Getting ready for 3rd grade: a summer checklist
By Eric Green · Updated June 11, 2026
Third grade is the biggest single-year jump in elementary school. Multiplication arrives, reading shifts from learning to read toward reading to learn, and in North Carolina it is the first year of EOG testing and the Read to Achieve law. None of that requires a stressful summer. It requires a kid who walks in with their 2nd-grade skills still warm and a first taste of what is coming.
What 3rd grade assumes your kid kept from 2nd
- Addition and subtraction within 100, fluently. Third-grade math leans on this constantly. If facts are slow, everything built on them is slow.
- Add and subtract within 1,000 with regrouping. This is the 2nd-grade skill most likely to be shaky in the fall, and 3rd grade expects it to become fully fluent.
- Word problems without panic. One-step and two-step problems with addition and subtraction. The skill is reading the problem and choosing the operation, not the arithmetic itself.
- Measurement and time. Reading a clock to five minutes, comparing lengths, simple money problems. These show up inside 3rd-grade problems as background knowledge.
- Reading short chapter books with understanding. Not just decoding the words, but answering who, what, where, when, why questions afterward.
What’s genuinely new in 3rd grade
Multiplication and division
The headline event. It starts with equal groups, arrays, and skip counting, not memorized tables. A summer head start looks like noticing groups: four packs of six popsicles, three rows of five towels at the pool. Kids who arrive understanding what multiplication means learn the facts faster when school drills them.
Fractions as numbers
Second grade touched halves, thirds, and fourths as shapes. Third grade treats fractions as actual numbers on a number line. Cutting sandwiches and splitting pizzas this summer is real prep.
Longer reading, with evidence
Passages get longer and questions start asking how you know. The habit to build now: after reading, ask one question that sends them back to the page. Low stakes, two minutes, done.
A realistic summer plan
Ten to fifteen minutes a day, four or five days a week. Mix review of the 2nd-grade list above with light previews of multiplication thinking and fractions. Let reading stay fun and off the clock, library programs, a series they love, anything. The structured minutes go to math, where summer loss hits hardest.
Your kid’s end-of-year paperwork tells you where to aim the review minutes. Our guide to reading the mCLASS, iReady, and report-card standards pages shows you exactly what to look for.
EOG Practice covers all of this with short, standards-aligned 3rd-grade sessions in summer mode: low-stakes practice, instant explanations, and a poster your kid uncovers as they go. One $14.99 purchase covers the whole summer.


**Requirement**:
Your answer should consist of each line below that includes the word "jump".

Dataset listings of figures:
=== Begin Enclosure ===

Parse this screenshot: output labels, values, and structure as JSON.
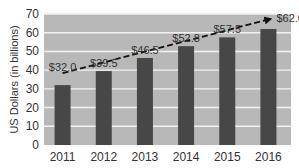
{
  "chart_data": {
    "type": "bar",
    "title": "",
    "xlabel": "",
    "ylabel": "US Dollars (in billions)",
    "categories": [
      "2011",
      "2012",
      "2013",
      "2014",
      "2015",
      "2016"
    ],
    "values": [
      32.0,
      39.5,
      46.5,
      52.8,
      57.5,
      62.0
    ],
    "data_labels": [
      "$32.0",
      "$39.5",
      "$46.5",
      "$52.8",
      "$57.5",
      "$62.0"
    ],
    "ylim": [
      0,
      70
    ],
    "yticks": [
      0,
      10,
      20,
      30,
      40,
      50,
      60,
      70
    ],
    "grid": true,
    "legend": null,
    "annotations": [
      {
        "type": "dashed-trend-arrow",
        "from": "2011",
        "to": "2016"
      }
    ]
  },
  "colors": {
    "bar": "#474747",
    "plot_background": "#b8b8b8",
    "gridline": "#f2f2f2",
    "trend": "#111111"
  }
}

=== End Enclosure ===
=== Begin Enclosure ===

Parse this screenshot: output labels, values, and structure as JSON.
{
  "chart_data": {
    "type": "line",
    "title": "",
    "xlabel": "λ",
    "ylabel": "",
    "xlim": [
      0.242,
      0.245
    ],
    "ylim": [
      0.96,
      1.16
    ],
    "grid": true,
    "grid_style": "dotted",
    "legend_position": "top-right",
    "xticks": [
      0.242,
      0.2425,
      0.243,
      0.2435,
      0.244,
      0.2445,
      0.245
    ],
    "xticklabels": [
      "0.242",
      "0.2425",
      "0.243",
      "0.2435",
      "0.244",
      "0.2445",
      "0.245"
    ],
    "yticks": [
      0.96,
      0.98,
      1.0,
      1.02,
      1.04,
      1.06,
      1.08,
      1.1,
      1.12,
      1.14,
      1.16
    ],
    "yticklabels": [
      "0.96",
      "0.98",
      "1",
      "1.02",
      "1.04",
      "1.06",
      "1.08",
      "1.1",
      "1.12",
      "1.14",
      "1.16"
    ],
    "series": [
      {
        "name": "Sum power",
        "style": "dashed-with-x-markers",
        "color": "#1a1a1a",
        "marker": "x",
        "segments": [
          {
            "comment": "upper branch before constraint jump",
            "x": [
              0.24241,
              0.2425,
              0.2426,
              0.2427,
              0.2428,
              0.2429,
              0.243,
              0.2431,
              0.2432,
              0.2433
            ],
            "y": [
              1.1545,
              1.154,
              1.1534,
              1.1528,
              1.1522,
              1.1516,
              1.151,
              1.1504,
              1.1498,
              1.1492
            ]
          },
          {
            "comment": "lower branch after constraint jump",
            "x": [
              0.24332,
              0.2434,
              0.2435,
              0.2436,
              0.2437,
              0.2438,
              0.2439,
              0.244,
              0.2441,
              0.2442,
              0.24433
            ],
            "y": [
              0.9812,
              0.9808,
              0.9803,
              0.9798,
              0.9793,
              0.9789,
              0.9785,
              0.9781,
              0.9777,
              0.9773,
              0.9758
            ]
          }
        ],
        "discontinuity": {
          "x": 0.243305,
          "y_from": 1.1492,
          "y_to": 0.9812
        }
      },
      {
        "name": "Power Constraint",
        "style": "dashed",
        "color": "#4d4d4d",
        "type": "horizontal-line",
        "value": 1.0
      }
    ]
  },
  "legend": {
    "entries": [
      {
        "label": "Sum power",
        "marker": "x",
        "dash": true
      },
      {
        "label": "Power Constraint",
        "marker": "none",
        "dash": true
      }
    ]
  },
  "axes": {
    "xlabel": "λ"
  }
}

=== End Enclosure ===
=== Begin Enclosure ===

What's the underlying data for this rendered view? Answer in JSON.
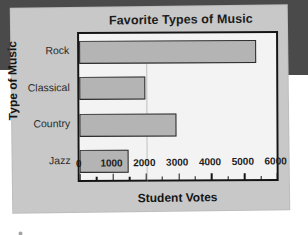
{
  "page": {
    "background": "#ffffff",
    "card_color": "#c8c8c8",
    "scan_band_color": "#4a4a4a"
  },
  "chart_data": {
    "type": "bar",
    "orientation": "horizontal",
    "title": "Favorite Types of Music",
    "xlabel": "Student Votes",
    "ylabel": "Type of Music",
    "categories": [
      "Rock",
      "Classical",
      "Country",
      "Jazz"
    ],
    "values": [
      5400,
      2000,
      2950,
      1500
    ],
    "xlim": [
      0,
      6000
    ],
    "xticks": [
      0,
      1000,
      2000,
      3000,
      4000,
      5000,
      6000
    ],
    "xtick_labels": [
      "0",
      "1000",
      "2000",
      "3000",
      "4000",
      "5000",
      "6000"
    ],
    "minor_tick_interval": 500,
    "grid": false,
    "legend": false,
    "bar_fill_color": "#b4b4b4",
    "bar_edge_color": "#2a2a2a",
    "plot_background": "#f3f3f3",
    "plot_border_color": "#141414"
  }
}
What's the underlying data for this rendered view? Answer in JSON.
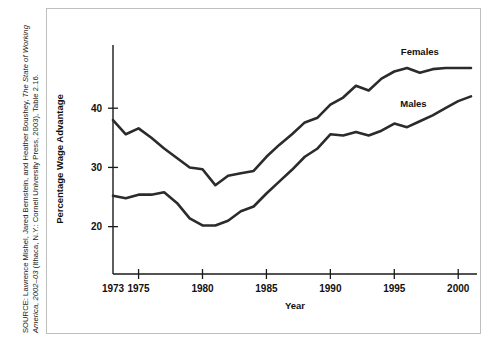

=== End Enclosure ===

**Written solution**:
            "comment": "upper branch before constraint jump",
            "comment": "lower branch after constraint jump",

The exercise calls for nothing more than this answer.